We’re Duke

Does this photo bother you, even though you’re a serious thinker on foreign policy?  Does this one bring back memories as awful as George Bush’s “Axis of Evil” speech? Well, then my weekly column is for you:  “America’s March Madness Problem: We’re Duke.”   It explains why Americans struggling to understand the phenomenon of anti-Americanism should ...

Does this photo bother you, even though you're a serious thinker on foreign policy?

Does this photo bother you, even though you’re a serious thinker on foreign policy?

 Does this one bring back memories as awful as George Bush’s “Axis of Evil” speech?

Well, then my weekly column is for you:  “America’s March Madness Problem: We’re Duke.”   It explains why Americans struggling to understand the phenomenon of anti-Americanism should take a good look at their own feelings towards the Duke Blue Devils.  You know you want to learn about “peak Laettner”, what it means that you loved Stephen Curry and hate Seth Curry, how Duke’s failures in the NCAA tourney mirror America’s struggles in Iraq, the limits of Obama’s efforts to de-Dukify American foreign policy, and why Peter Katzenstein and Bob Keohane are must-reading for March Madness.

I had fun writing it.  I’m looking forward to the responses.   So go read it! And Go Duke! 

 

Marc Lynch is associate professor of political science and international affairs at George Washington University, where he is the director of the Institute for Middle East Studies and of the Project on Middle East Political Science. He is also a non-resident senior fellow at the Center for a New American Security. He is the author of The Arab Uprising (March 2012, PublicAffairs).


Problem details>
Report every line of the records beneath this task that holds the string "shipbuilding".

Data records:
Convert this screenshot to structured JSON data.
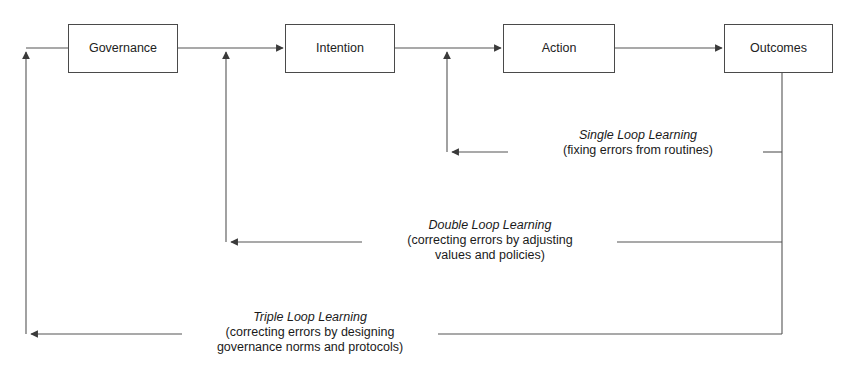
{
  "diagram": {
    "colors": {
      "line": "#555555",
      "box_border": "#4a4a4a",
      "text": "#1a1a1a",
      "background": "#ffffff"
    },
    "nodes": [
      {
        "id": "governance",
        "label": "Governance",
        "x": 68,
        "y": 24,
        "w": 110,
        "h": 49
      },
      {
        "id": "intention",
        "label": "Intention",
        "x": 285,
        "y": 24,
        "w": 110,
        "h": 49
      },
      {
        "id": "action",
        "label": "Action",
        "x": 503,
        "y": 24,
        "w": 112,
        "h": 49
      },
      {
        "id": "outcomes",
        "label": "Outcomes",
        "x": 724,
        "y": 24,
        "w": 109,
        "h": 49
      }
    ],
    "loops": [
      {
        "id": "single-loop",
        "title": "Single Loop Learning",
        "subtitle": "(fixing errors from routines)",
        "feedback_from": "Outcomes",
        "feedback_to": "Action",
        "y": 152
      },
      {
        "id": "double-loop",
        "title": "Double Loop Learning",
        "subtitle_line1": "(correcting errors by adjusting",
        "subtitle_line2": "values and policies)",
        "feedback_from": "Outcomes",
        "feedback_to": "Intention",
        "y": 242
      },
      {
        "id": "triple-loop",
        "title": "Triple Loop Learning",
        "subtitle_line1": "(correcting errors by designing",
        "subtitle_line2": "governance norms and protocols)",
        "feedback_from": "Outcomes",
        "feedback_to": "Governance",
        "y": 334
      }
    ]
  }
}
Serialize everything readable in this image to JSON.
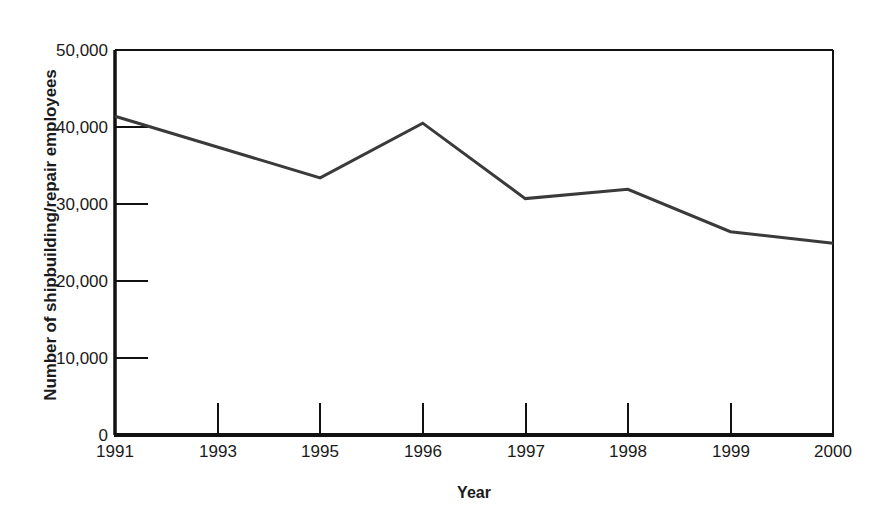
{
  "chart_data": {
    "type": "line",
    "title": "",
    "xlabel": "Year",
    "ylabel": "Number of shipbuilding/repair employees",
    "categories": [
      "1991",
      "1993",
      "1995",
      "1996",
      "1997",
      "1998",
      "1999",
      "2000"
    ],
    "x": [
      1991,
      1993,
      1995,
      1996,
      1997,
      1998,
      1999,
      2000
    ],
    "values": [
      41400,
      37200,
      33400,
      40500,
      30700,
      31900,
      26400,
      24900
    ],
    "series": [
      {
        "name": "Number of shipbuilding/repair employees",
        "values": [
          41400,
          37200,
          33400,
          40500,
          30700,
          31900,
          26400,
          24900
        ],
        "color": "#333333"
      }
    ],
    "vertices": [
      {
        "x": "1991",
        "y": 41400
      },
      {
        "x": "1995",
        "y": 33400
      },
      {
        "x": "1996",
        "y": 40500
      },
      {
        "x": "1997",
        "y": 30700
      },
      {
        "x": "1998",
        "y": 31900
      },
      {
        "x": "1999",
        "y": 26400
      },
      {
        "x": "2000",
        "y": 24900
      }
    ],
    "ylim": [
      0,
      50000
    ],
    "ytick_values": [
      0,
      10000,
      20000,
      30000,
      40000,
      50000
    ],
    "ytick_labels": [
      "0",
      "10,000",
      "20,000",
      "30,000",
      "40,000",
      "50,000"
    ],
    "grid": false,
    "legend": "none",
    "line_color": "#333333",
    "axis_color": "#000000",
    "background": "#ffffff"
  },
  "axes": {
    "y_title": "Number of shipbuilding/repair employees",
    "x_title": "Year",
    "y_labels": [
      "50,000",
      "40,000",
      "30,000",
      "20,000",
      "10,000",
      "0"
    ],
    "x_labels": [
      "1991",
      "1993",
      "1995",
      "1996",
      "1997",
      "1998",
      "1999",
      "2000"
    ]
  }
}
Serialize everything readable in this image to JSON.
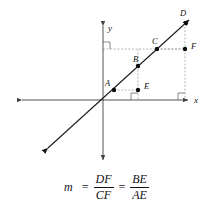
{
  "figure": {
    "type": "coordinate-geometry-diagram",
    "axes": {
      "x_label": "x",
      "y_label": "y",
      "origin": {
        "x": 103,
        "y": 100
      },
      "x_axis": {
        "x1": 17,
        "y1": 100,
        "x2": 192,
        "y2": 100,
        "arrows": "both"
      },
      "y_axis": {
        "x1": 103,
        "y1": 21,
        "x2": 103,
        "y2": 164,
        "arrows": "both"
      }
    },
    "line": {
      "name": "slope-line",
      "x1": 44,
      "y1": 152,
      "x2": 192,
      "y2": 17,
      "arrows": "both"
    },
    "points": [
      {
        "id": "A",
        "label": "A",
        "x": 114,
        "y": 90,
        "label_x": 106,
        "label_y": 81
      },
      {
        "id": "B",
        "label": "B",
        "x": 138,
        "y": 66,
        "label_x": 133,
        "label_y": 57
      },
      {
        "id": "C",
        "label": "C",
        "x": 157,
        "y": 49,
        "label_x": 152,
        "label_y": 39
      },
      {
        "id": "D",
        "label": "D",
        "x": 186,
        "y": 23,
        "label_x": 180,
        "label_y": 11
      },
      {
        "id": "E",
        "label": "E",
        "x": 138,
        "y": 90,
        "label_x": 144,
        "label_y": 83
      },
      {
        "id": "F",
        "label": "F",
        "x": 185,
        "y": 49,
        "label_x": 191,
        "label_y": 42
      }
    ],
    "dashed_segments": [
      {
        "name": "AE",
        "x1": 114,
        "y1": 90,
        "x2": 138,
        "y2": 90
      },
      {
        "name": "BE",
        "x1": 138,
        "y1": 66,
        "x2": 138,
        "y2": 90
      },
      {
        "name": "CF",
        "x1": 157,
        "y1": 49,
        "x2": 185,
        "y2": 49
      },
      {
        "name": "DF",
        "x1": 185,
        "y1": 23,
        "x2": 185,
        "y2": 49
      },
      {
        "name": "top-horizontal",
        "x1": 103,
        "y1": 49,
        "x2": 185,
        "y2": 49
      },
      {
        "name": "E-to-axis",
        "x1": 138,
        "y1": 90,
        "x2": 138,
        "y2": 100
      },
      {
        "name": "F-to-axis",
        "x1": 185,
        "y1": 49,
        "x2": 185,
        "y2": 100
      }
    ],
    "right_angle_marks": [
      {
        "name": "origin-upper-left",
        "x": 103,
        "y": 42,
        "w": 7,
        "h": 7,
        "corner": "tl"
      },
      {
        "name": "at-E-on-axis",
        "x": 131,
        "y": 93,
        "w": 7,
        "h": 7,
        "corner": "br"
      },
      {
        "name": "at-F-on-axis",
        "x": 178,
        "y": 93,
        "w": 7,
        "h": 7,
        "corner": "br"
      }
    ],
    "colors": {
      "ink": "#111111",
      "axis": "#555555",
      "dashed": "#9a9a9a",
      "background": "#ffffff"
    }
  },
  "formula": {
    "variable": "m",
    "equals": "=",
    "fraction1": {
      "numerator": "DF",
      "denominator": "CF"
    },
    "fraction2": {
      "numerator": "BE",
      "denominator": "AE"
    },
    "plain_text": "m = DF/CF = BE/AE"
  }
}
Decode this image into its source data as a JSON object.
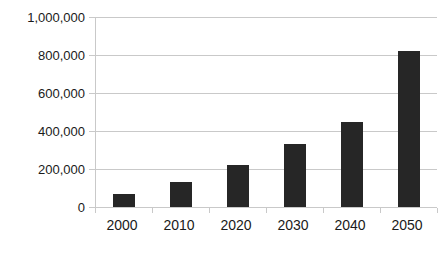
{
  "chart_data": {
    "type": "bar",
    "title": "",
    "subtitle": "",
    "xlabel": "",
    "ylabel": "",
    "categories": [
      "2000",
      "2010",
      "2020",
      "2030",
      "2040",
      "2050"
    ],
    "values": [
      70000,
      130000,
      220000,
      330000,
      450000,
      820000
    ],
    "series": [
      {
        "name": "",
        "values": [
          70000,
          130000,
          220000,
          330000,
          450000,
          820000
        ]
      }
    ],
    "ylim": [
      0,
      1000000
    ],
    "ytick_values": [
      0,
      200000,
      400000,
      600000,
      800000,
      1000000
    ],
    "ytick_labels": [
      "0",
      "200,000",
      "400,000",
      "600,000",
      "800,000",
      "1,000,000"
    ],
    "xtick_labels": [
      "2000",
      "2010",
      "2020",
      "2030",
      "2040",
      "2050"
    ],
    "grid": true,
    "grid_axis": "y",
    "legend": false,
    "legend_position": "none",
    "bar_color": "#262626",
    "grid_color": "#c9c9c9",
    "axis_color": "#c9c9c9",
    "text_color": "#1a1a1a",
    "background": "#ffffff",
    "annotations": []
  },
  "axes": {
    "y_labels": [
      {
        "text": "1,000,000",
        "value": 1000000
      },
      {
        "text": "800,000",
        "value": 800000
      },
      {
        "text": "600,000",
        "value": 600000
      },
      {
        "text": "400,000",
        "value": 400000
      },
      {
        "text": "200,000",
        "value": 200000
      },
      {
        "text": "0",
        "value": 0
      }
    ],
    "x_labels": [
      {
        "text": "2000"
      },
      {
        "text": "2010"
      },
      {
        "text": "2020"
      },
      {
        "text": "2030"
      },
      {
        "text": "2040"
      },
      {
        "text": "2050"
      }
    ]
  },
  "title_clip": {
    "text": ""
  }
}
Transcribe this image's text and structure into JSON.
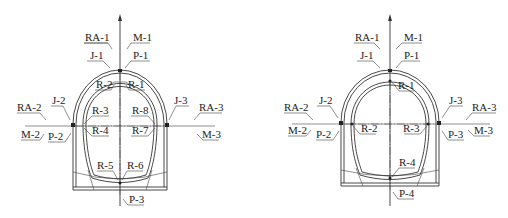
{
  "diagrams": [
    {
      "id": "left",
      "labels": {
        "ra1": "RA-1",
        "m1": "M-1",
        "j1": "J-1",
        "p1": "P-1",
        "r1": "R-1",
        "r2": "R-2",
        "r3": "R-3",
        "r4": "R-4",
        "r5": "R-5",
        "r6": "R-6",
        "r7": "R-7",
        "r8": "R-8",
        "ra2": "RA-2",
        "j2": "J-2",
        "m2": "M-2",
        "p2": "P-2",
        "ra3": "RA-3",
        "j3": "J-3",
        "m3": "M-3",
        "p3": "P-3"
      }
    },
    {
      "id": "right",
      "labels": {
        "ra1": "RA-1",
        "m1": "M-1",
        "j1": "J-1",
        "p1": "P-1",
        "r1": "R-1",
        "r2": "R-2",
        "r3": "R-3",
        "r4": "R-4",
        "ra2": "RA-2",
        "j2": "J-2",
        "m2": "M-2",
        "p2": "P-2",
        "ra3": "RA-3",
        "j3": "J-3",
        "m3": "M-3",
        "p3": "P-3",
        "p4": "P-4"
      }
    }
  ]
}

Written reply>
    "ylabel": "Number of shipbuilding/repair employees",
        "name": "Number of shipbuilding/repair employees",
    "y_title": "Number of shipbuilding/repair employees",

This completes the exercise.